Venter's HLI inks deal to access registry of 11,000 twins

J. Craig Venter

J. Craig Venter's Human Longevity, Inc. (HLI) has added another piece to the data tapestry it is creating. The new addition is a registry of 11,000 twins, complete with phenotypic information and paired samples.

King's College London set up the registry in 1993 with funding from the Wellcome Trust and Arthritis Research Campaign to look at the incidence of osteoporosis and other rheumatologic diseases in a few hundred identical twins. Since then, the scope and scale of the resource--called the TwinsUK Registry--have grown. The registry now includes genome and microbiome samples paired with the phenotypes of thousands of twins aged between 16 and 98 years old.

Venter sees value in the data. "Having access to the clinical phenotype information collected by Dr. (Tim) Spector and his team will greatly enhance our database and knowledge base, and will enable the teams to collaborate on identifying correlations between phenotypes and genetic predisposition to disease and health," he said in a statement. Spector created the registry and will collaborate with HLI as part of the agreement.

HLI plans to sequence the whole genome and microbiome of up to 2,000 people and run metabolomic analyses on up to 6,000 samples from the TwinsUK Registry. The work adds another thread to HLI's huge data gathering operation, which is now reportedly sequencing 2,000 genomes a month on the two Illumina ($ILMN) HiSeq X Ten systems it bought when Venter first founded the business.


### WORK INSTRUCTIONS
Each entry is to be retyped exactly as it appears, and each image is to be dropped.
+ + + + + + +
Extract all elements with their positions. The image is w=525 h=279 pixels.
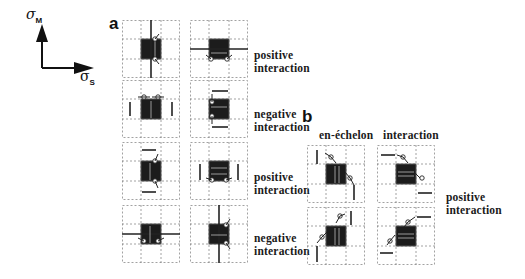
panel-a-row4-label: negativeinteraction: [254, 232, 310, 258]
tile-a-r2-c1-h: [190, 20, 248, 78]
tile-b-r1-c2: [377, 145, 435, 203]
panel-a-letter: a: [109, 14, 118, 34]
panel-a-row1-label: positiveinteraction: [254, 49, 310, 75]
sigma-m-label: σM: [26, 6, 42, 25]
tile-a-r4-c2: [190, 205, 248, 263]
tile-b-r1-c1: [307, 145, 365, 203]
tile-a-r2-c2: [190, 80, 248, 138]
tile-a-r4-c1: [122, 205, 180, 263]
panel-b-letter: b: [302, 107, 312, 127]
panel-a-row3-label: positiveinteraction: [254, 171, 310, 197]
tile-a-r1-c1: [122, 20, 180, 78]
panel-b-header-interaction: interaction: [383, 129, 439, 142]
sigma-s-label: σS: [80, 68, 95, 87]
tile-a-r3-c1: [122, 142, 180, 200]
tile-b-r2-c2: [377, 207, 435, 265]
panel-b-side-label: positiveinteraction: [446, 191, 502, 217]
tile-a-r3-c2: [190, 142, 248, 200]
tile-b-r2-c1: [307, 207, 365, 265]
panel-b-header-en-echelon: en-échelon: [319, 129, 373, 142]
tile-a-r2-c1: [122, 80, 180, 138]
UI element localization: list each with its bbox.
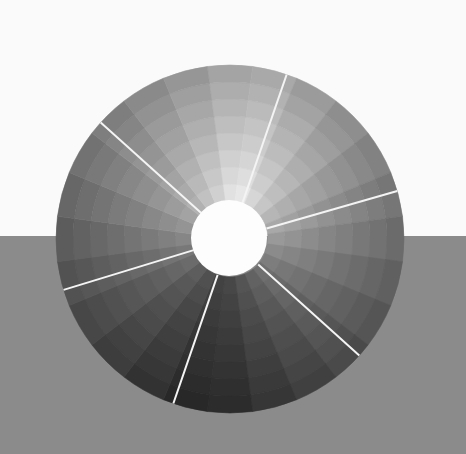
wheel-swatch — [218, 150, 241, 168]
wheel-swatch — [141, 227, 159, 250]
wheel-swatch — [335, 223, 353, 255]
wheel-swatch — [221, 167, 240, 184]
wheel-swatch — [352, 221, 370, 258]
wheel-swatch — [107, 223, 125, 255]
wheel-swatch — [207, 395, 252, 413]
wheel-swatch — [73, 219, 91, 260]
wheel-swatch — [216, 327, 244, 345]
wheel-swatch — [210, 378, 251, 396]
wheel-swatch — [214, 116, 246, 134]
wheel-swatch — [124, 225, 142, 253]
wheel-swatch — [56, 216, 74, 261]
wheel-swatch — [318, 225, 336, 253]
wheel-swatch — [216, 133, 244, 151]
wheel-swatch — [218, 310, 241, 328]
wheel-swatch — [212, 361, 249, 379]
wheel-swatch — [221, 294, 240, 311]
wheel-swatch — [369, 219, 387, 260]
wheel-swatch — [214, 344, 246, 362]
wheel-swatch — [212, 99, 249, 117]
wheel-swatch — [207, 65, 252, 83]
wheel-swatch — [386, 216, 404, 261]
wheel-swatch — [158, 230, 175, 249]
gray-value-wheel — [0, 0, 466, 454]
wheel-center-hub — [191, 200, 267, 276]
wheel-swatch — [301, 227, 319, 250]
wheel-swatch — [210, 82, 251, 100]
wheel-swatch — [90, 221, 108, 258]
wheel-swatch — [285, 230, 302, 249]
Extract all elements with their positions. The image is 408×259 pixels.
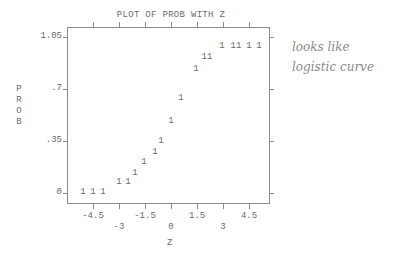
y-tick-mark-right xyxy=(270,141,274,142)
y-axis-label-letter: O xyxy=(15,106,23,116)
data-point: 1 xyxy=(168,117,174,126)
x-tick-mark xyxy=(93,204,94,209)
x-tick-label: 1.5 xyxy=(182,211,212,221)
x-tick-label: -1.5 xyxy=(130,211,160,221)
x-tick-mark-top xyxy=(93,22,94,27)
x-tick-label: -4.5 xyxy=(78,211,108,221)
y-tick-mark xyxy=(63,89,67,90)
x-tick-mark-top xyxy=(171,22,172,27)
y-tick-mark-right xyxy=(270,37,274,38)
y-axis-label-letter: B xyxy=(15,117,23,127)
data-point: 1 xyxy=(100,188,106,197)
y-tick-mark xyxy=(63,193,67,194)
y-tick-mark xyxy=(63,141,67,142)
data-point: 1 xyxy=(141,158,147,167)
chart-title-text: PLOT OF PROB WITH Z xyxy=(117,10,225,20)
data-point: 11 xyxy=(201,53,213,62)
x-tick-mark-top xyxy=(223,22,224,27)
data-point: 1 xyxy=(90,188,96,197)
data-point: 1 xyxy=(178,94,184,103)
x-tick-mark xyxy=(119,204,120,209)
data-point: 1 xyxy=(256,42,262,51)
y-tick-mark-right xyxy=(270,193,274,194)
data-point: 1 xyxy=(132,169,138,178)
data-point: 1 xyxy=(219,42,225,51)
x-tick-label: 4.5 xyxy=(234,211,264,221)
x-tick-mark xyxy=(145,204,146,209)
x-axis-label: Z xyxy=(167,238,172,248)
x-tick-label: 0 xyxy=(156,222,186,232)
data-point: 1 xyxy=(158,137,164,146)
data-point: 1 xyxy=(193,65,199,74)
y-tick-mark xyxy=(63,37,67,38)
data-point: 1 xyxy=(116,178,122,187)
data-point: 11 xyxy=(230,42,242,51)
x-tick-mark-top xyxy=(145,22,146,27)
handwritten-note-line1: looks like xyxy=(292,40,350,54)
data-point: 1 xyxy=(152,148,158,157)
chart-title: PLOT OF PROB WITH Z xyxy=(0,10,408,20)
y-tick-label: 0 xyxy=(22,187,62,197)
y-tick-mark-right xyxy=(270,89,274,90)
y-tick-label: .7 xyxy=(22,83,62,93)
x-tick-mark xyxy=(249,204,250,209)
data-point: 1 xyxy=(125,178,131,187)
y-tick-label: .35 xyxy=(22,135,62,145)
x-tick-mark xyxy=(223,204,224,209)
data-point: 1 xyxy=(246,42,252,51)
x-tick-mark-top xyxy=(197,22,198,27)
y-axis-label-letter: R xyxy=(15,95,23,105)
x-tick-mark-top xyxy=(249,22,250,27)
x-tick-label: 3 xyxy=(208,222,238,232)
x-tick-mark-top xyxy=(119,22,120,27)
x-tick-label: -3 xyxy=(104,222,134,232)
handwritten-note-line2: logistic curve xyxy=(292,60,374,74)
y-tick-label: 1.05 xyxy=(22,31,62,41)
data-point: 1 xyxy=(80,188,86,197)
x-tick-mark xyxy=(171,204,172,209)
x-tick-mark xyxy=(197,204,198,209)
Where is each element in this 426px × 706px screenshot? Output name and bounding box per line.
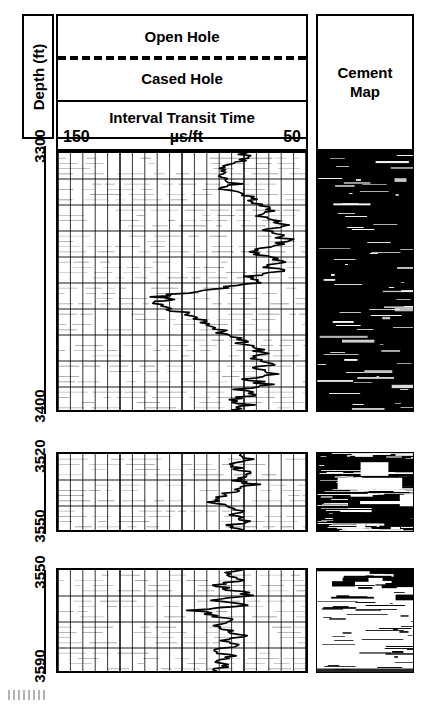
+ + + + + + +
### EXERCISE RESULT
Extract all elements with their positions. The image is w=525 h=279 pixels.
panel-a-row4-label: negativeinteraction: [254, 232, 310, 258]
tile-a-r2-c1-h: [190, 20, 248, 78]
tile-b-r1-c2: [377, 145, 435, 203]
panel-a-letter: a: [109, 14, 118, 34]
panel-a-row1-label: positiveinteraction: [254, 49, 310, 75]
sigma-m-label: σM: [26, 6, 42, 25]
tile-a-r4-c2: [190, 205, 248, 263]
tile-b-r1-c1: [307, 145, 365, 203]
tile-a-r2-c2: [190, 80, 248, 138]
tile-a-r4-c1: [122, 205, 180, 263]
panel-b-letter: b: [302, 107, 312, 127]
panel-a-row3-label: positiveinteraction: [254, 171, 310, 197]
tile-a-r1-c1: [122, 20, 180, 78]
panel-b-header-interaction: interaction: [383, 129, 439, 142]
sigma-s-label: σS: [80, 68, 95, 87]
tile-a-r3-c1: [122, 142, 180, 200]
tile-b-r2-c2: [377, 207, 435, 265]
panel-b-side-label: positiveinteraction: [446, 191, 502, 217]
tile-a-r3-c2: [190, 142, 248, 200]
tile-b-r2-c1: [307, 207, 365, 265]
panel-b-header-en-echelon: en-échelon: [319, 129, 373, 142]
tile-a-r2-c1: [122, 80, 180, 138]
UI element localization: list each with its bbox.
wheel-swatch — [218, 150, 241, 168]
wheel-swatch — [141, 227, 159, 250]
wheel-swatch — [335, 223, 353, 255]
wheel-swatch — [221, 167, 240, 184]
wheel-swatch — [352, 221, 370, 258]
wheel-swatch — [107, 223, 125, 255]
wheel-swatch — [207, 395, 252, 413]
wheel-swatch — [73, 219, 91, 260]
wheel-swatch — [216, 327, 244, 345]
wheel-swatch — [210, 378, 251, 396]
wheel-swatch — [214, 116, 246, 134]
wheel-swatch — [124, 225, 142, 253]
wheel-swatch — [56, 216, 74, 261]
wheel-swatch — [318, 225, 336, 253]
wheel-swatch — [216, 133, 244, 151]
wheel-swatch — [218, 310, 241, 328]
wheel-swatch — [212, 361, 249, 379]
wheel-swatch — [221, 294, 240, 311]
wheel-swatch — [369, 219, 387, 260]
wheel-swatch — [214, 344, 246, 362]
wheel-swatch — [212, 99, 249, 117]
wheel-swatch — [207, 65, 252, 83]
wheel-swatch — [386, 216, 404, 261]
wheel-swatch — [158, 230, 175, 249]
gray-value-wheel — [0, 0, 466, 454]
wheel-center-hub — [191, 200, 267, 276]
wheel-swatch — [301, 227, 319, 250]
wheel-swatch — [210, 82, 251, 100]
wheel-swatch — [90, 221, 108, 258]
wheel-swatch — [285, 230, 302, 249]
Extract all elements with their positions. The image is 408×259 pixels.
y-tick-mark-right xyxy=(270,141,274,142)
y-axis-label-letter: O xyxy=(15,106,23,116)
data-point: 1 xyxy=(168,117,174,126)
x-tick-mark xyxy=(93,204,94,209)
x-tick-label: 1.5 xyxy=(182,211,212,221)
x-tick-label: -1.5 xyxy=(130,211,160,221)
x-tick-mark-top xyxy=(93,22,94,27)
x-tick-label: -4.5 xyxy=(78,211,108,221)
y-tick-mark xyxy=(63,89,67,90)
x-tick-mark-top xyxy=(171,22,172,27)
y-tick-mark-right xyxy=(270,37,274,38)
y-axis-label-letter: B xyxy=(15,117,23,127)
data-point: 1 xyxy=(100,188,106,197)
y-tick-mark xyxy=(63,193,67,194)
y-tick-mark xyxy=(63,141,67,142)
data-point: 1 xyxy=(141,158,147,167)
chart-title-text: PLOT OF PROB WITH Z xyxy=(117,10,225,20)
data-point: 11 xyxy=(201,53,213,62)
x-tick-mark-top xyxy=(223,22,224,27)
data-point: 1 xyxy=(90,188,96,197)
data-point: 1 xyxy=(178,94,184,103)
x-tick-mark xyxy=(119,204,120,209)
data-point: 1 xyxy=(256,42,262,51)
y-tick-mark-right xyxy=(270,193,274,194)
data-point: 1 xyxy=(132,169,138,178)
data-point: 1 xyxy=(219,42,225,51)
x-tick-label: 4.5 xyxy=(234,211,264,221)
x-tick-mark xyxy=(145,204,146,209)
x-axis-label: Z xyxy=(167,238,172,248)
x-tick-label: 0 xyxy=(156,222,186,232)
data-point: 1 xyxy=(158,137,164,146)
data-point: 1 xyxy=(193,65,199,74)
y-tick-mark xyxy=(63,37,67,38)
data-point: 1 xyxy=(116,178,122,187)
data-point: 11 xyxy=(230,42,242,51)
x-tick-mark-top xyxy=(145,22,146,27)
handwritten-note-line1: looks like xyxy=(292,40,350,54)
data-point: 1 xyxy=(152,148,158,157)
chart-title: PLOT OF PROB WITH Z xyxy=(0,10,408,20)
y-tick-label: 0 xyxy=(22,187,62,197)
y-tick-mark-right xyxy=(270,89,274,90)
y-tick-label: .7 xyxy=(22,83,62,93)
x-tick-mark xyxy=(249,204,250,209)
data-point: 1 xyxy=(125,178,131,187)
y-tick-label: .35 xyxy=(22,135,62,145)
x-tick-mark xyxy=(223,204,224,209)
data-point: 1 xyxy=(246,42,252,51)
x-tick-mark-top xyxy=(197,22,198,27)
y-axis-label-letter: R xyxy=(15,95,23,105)
x-tick-mark-top xyxy=(249,22,250,27)
x-tick-label: 3 xyxy=(208,222,238,232)
x-tick-mark-top xyxy=(119,22,120,27)
x-tick-label: -3 xyxy=(104,222,134,232)
handwritten-note-line2: logistic curve xyxy=(292,60,374,74)
y-tick-label: 1.05 xyxy=(22,31,62,41)
data-point: 1 xyxy=(80,188,86,197)
x-tick-mark xyxy=(171,204,172,209)
x-tick-mark xyxy=(197,204,198,209)
Where is each element in this 426px × 706px screenshot? Output name and bounding box per line.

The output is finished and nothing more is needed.